All-Star dumb stat watch

The Mets have their longest winning streak on a particular date in 17 years! Wow! Plus: Yankee Stadium was el cheapo in '23.

Published July 16, 2008 5:45PM (EDT)

The dumb stat of the night came early in Fox's broadcast of the All-Star Game Tuesday night. In the top of the first.

Tim McCarver was talking about how hot the New York Mets are. "The New York Mets have won nine in a row," he said. "That is the longest winning streak that they have had in their history going into the All-Star break. The previous longest streak was seven in a row back in 1991."

At first I thought he meant that going into the All-Star break, the Mets have their longest winning streak since 1991. It doesn't read that way, but syntax sometimes gets jumbled up when a person's speaking off the cuff. But nine games sounds too short to be the longest winning streak since 1991, and sure enough, a quick check of their last pennant year shows the Mets won nine in a row in 2000. There may have been longer streaks since that 1991 one, but this one certainly wasn't the longest.

But wait. McCarver really was saying the Mets' winning streak is the longest one they've had going into an All-Star break since 1991.

How silly is that? There have only been 17 All-Star breaks since 1991, so saying the Mets have their longest winning streak at that point in the season, out of 17 seasons, is really not saying much.

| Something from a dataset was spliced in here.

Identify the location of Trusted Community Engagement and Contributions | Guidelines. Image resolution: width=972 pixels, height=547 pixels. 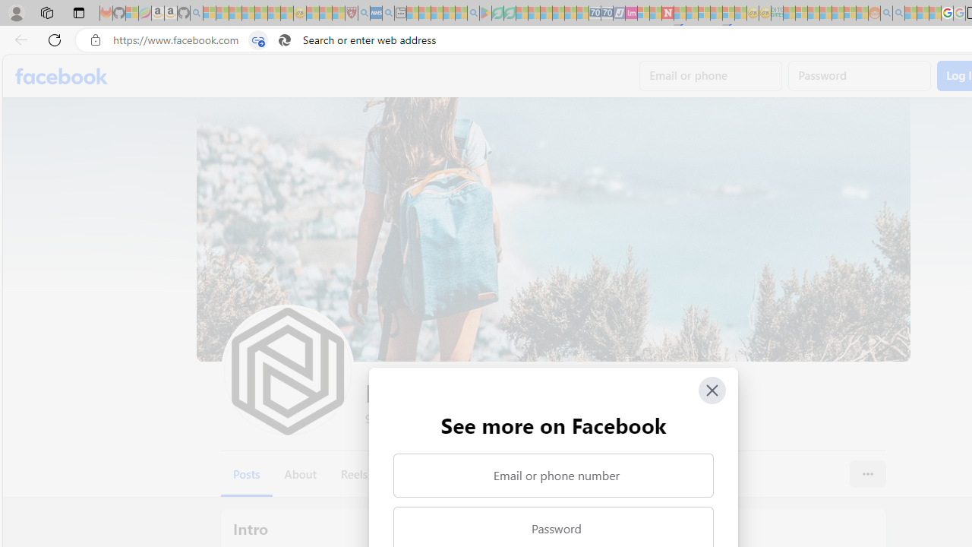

Would it make sense if an announcer said a team was on the longest streak it had ever been on leading into the games of May 18 since 1991? Or even since 1891? Of course not. It's the same thing.

Fox wasn't done for the night, though. Later in the game, quite a bit of attention was lavished on the original price tag for Yankee Stadium in 1923, which was reported as $2.5 million. There are 41 players on the All-Star rosters making more than that this season, a graphic told us, and McCarver and Joe Buck oohed and ahhed over that a little bit.

Yeah, it's called inflation, Fox. Look into it.

But here's the really wild thing. According to that westegg.com inflation calculator you use whenever Grandpa starts going on about how you could get a steak dinner in his day for three bucks -- yeah, Gramps, that's like $35 now -- $2.5 million in 1923 was worth a little more than 30 million of today's dollars.

Thirty million dollars! Nobody makes that much yet, but Alex Rodriguez is making a reported $27 million this year and he'll make $32 million each of the next two seasons. He makes enough in one year to have built a state-of-the-art baseball stadium in 1923 -- even accounting for inflation!

The new Yankee Stadium is costing a reported $1.3 billion to build, or about 43 times more than the old one, after accounting for inflation.

It costs a lot of money to build a baseball stadium. It clearly costs even more than that to build a giant cash register.